PROMPT → Print, exactly and without pictures, the lines from the one where "Locate an element" appears down to the end of the entries.

━━ EXCERPTED RECORDS

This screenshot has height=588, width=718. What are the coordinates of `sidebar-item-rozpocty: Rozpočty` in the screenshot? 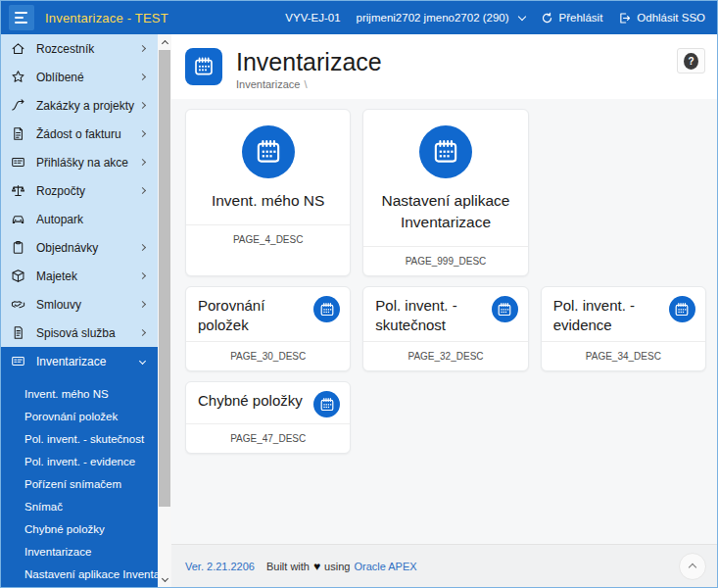 It's located at (79, 190).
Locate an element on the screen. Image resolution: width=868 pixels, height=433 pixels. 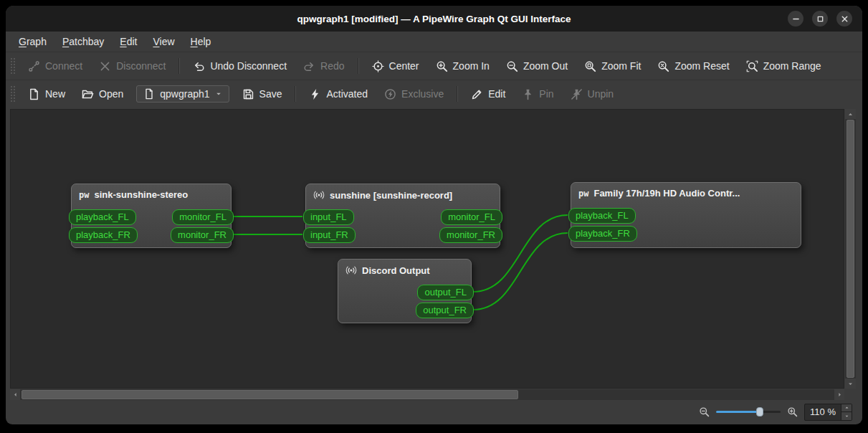
open-button: Open is located at coordinates (102, 95).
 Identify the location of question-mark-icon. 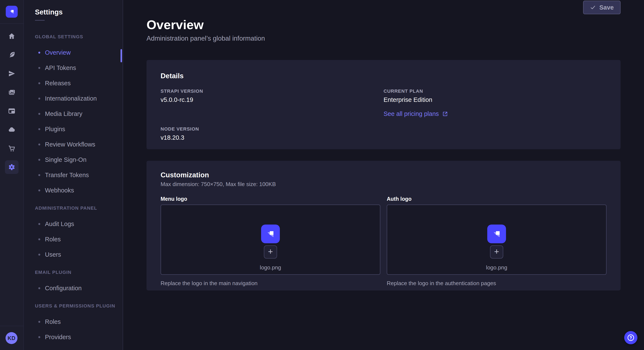
(631, 338).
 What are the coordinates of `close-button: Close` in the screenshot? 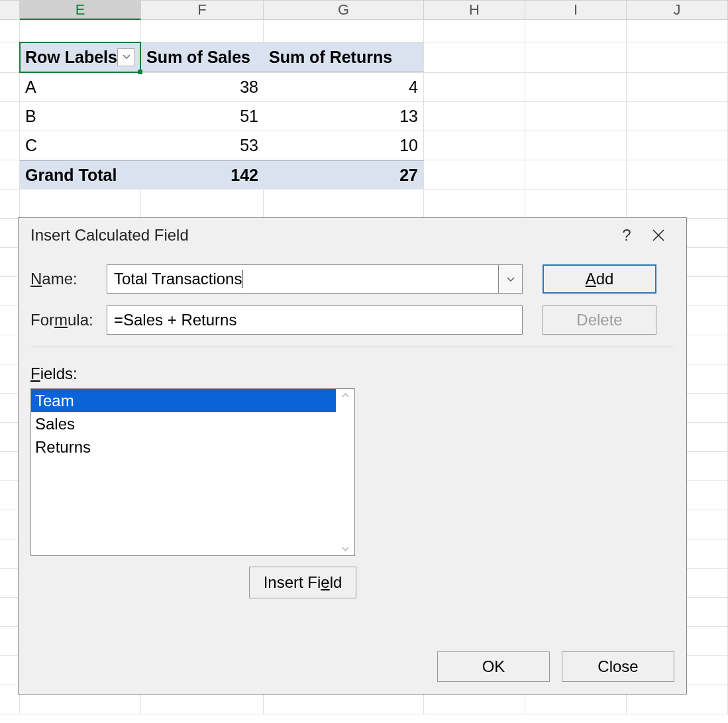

━━━━

WRITTEN SOLUTION →
Locate an element on the screen. Image resolution: width=868 pixels, height=433 pixels. 
open-button: Open is located at coordinates (102, 95).
 Identify the location of question-mark-icon. 
(631, 338).
 What are the coordinates of `close-button: Close` in the screenshot? 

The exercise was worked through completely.